Why Group Classes Feel Intimidating (And How to Overcome It)

What's actually happening when you hesitate at the door
You've looked at the schedule. You've read the class description. You've told yourself you'll go. And then, somehow, you don't.
There's a particular kind of resistance that appears before a first group class. It's not really about yoga. It's about being seen while you're still figuring something out — about walking into a room where everyone else seems to know exactly what to do.
That feeling is worth naming, because it's almost universal. Most people in a group class, no matter how long they've been practising, have felt exactly what you're feeling. The difference is simply that they went anyway.

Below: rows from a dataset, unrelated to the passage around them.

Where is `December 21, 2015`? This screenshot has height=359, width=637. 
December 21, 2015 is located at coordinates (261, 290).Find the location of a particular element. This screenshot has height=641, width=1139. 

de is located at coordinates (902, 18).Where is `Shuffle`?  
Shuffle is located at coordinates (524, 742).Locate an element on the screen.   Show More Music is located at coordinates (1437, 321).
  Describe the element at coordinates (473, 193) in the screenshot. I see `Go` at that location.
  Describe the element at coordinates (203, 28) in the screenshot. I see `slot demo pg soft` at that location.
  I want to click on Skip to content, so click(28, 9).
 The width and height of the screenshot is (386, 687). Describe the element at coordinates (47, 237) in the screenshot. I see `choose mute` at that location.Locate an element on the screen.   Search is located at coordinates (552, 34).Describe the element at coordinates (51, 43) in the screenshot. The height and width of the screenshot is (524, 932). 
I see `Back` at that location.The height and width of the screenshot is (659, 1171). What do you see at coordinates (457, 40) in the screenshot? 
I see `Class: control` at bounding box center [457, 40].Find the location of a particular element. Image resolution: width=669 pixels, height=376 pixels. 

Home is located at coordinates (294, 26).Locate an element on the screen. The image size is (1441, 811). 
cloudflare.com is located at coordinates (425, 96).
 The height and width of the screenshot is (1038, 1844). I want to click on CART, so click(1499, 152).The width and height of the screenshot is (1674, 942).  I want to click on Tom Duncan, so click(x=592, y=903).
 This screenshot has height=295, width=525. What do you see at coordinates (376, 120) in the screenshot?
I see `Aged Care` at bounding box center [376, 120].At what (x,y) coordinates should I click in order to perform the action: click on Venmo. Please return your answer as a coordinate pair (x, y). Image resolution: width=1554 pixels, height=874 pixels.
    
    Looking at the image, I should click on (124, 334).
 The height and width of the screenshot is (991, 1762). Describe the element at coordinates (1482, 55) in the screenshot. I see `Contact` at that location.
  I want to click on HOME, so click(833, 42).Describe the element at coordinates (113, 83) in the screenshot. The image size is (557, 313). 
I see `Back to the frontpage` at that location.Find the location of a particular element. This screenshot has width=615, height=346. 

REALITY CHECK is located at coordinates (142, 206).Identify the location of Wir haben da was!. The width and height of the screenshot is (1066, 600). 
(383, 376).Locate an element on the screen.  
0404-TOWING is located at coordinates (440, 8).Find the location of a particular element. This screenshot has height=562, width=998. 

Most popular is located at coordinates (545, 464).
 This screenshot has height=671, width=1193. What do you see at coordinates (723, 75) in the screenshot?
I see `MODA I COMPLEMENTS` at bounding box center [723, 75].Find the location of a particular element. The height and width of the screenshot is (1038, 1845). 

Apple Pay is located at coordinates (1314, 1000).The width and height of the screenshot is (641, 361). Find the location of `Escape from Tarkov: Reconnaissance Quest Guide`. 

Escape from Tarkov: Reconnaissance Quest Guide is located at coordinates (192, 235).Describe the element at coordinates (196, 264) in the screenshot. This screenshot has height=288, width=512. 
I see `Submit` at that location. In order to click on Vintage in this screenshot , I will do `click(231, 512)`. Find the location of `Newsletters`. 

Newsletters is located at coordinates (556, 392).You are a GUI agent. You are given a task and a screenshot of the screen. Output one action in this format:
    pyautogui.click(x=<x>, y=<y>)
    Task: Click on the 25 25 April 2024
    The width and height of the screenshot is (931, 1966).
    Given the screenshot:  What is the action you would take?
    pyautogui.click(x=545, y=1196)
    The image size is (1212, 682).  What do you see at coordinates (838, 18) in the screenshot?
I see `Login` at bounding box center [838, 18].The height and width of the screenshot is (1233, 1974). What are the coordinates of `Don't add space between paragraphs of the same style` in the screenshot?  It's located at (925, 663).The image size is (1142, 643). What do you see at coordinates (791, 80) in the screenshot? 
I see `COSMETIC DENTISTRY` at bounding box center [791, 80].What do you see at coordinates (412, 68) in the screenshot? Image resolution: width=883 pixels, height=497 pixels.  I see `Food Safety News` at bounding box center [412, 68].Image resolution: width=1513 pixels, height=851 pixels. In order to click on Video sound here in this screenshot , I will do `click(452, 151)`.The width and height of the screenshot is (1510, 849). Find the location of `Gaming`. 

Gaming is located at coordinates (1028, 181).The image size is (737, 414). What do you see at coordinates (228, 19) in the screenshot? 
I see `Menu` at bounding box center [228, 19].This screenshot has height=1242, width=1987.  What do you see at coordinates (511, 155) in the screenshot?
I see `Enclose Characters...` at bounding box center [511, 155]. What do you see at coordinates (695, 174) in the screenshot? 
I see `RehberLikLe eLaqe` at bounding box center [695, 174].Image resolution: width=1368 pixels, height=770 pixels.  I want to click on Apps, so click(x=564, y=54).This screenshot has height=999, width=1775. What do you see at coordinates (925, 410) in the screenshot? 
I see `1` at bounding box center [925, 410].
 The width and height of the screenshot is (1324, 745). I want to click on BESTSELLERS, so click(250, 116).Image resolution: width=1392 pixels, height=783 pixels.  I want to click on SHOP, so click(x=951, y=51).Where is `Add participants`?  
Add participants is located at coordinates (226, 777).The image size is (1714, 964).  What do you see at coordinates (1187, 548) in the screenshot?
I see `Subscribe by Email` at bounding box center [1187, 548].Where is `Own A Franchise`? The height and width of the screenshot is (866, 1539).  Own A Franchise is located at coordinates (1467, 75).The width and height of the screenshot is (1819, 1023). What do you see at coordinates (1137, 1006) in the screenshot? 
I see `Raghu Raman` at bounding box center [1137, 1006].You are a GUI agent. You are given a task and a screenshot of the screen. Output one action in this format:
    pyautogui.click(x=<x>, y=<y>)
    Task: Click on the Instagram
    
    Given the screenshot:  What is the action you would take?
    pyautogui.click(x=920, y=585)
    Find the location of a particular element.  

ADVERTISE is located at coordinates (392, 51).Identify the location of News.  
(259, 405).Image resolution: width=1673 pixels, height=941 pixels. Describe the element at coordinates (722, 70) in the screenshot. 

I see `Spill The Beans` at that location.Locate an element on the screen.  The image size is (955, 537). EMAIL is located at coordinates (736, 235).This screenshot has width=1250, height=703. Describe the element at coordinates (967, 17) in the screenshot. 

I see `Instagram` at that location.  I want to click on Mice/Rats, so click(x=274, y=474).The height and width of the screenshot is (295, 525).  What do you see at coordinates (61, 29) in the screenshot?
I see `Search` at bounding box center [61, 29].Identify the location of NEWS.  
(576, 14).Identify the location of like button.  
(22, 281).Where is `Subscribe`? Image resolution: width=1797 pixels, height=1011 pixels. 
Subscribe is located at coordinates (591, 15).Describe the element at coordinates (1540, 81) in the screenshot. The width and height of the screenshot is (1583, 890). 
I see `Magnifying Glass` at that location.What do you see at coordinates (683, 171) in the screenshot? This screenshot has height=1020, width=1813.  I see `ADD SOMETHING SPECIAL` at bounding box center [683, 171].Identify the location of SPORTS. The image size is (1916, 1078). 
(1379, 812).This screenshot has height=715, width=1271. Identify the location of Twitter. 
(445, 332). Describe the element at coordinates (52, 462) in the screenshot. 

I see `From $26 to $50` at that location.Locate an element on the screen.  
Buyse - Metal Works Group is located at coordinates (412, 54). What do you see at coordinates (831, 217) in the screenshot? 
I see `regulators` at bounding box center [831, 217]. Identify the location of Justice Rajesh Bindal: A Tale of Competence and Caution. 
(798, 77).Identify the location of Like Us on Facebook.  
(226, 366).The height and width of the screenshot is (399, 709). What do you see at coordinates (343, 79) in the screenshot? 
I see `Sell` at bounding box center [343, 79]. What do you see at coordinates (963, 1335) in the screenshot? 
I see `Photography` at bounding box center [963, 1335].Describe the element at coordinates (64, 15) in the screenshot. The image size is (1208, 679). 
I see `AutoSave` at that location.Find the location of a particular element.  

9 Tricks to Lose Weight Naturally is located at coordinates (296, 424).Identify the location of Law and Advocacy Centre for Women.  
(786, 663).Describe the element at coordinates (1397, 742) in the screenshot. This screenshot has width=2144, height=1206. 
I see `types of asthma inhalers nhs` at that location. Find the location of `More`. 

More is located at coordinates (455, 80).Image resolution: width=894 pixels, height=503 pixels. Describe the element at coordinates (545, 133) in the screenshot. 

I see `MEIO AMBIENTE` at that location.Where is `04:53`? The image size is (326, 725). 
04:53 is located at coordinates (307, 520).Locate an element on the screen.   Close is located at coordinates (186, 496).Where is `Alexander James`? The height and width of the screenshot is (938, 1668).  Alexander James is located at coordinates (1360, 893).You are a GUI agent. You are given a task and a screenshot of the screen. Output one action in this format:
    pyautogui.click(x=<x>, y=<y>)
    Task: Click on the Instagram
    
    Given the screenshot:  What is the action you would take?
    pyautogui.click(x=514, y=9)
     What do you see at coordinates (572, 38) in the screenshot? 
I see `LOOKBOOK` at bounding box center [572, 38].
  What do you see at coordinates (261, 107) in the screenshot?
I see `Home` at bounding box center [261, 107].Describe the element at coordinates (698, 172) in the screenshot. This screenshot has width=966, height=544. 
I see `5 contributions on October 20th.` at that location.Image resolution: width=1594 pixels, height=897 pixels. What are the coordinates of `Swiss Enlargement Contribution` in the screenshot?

Here's what actually happens inside a class: people are focused on themselves. Entirely. When you're tracking your own breath, adjusting your footing, following a cue — there is genuinely no bandwidth left to observe what the person next to you is doing. Everyone is in their own quiet world.
The room that looks intimidating from the outside is, from the inside, one of the least judgemental spaces you'll find.

The first class is just the threshold
Something shifts after you go once. The room becomes familiar. The format makes sense. The teacher's voice becomes something you recognise rather than something to decode.
It doesn't have to be perfect. You don't need to keep up, or hold the poses for as long, or look like you know what's happening. You just need to be there.
At Lumia, the teachers know when someone is new. And they make space for it — not by drawing attention to it, but by creating enough room in every instruction that you can find your own way through.
The only bad class is the one you talked yourself out of.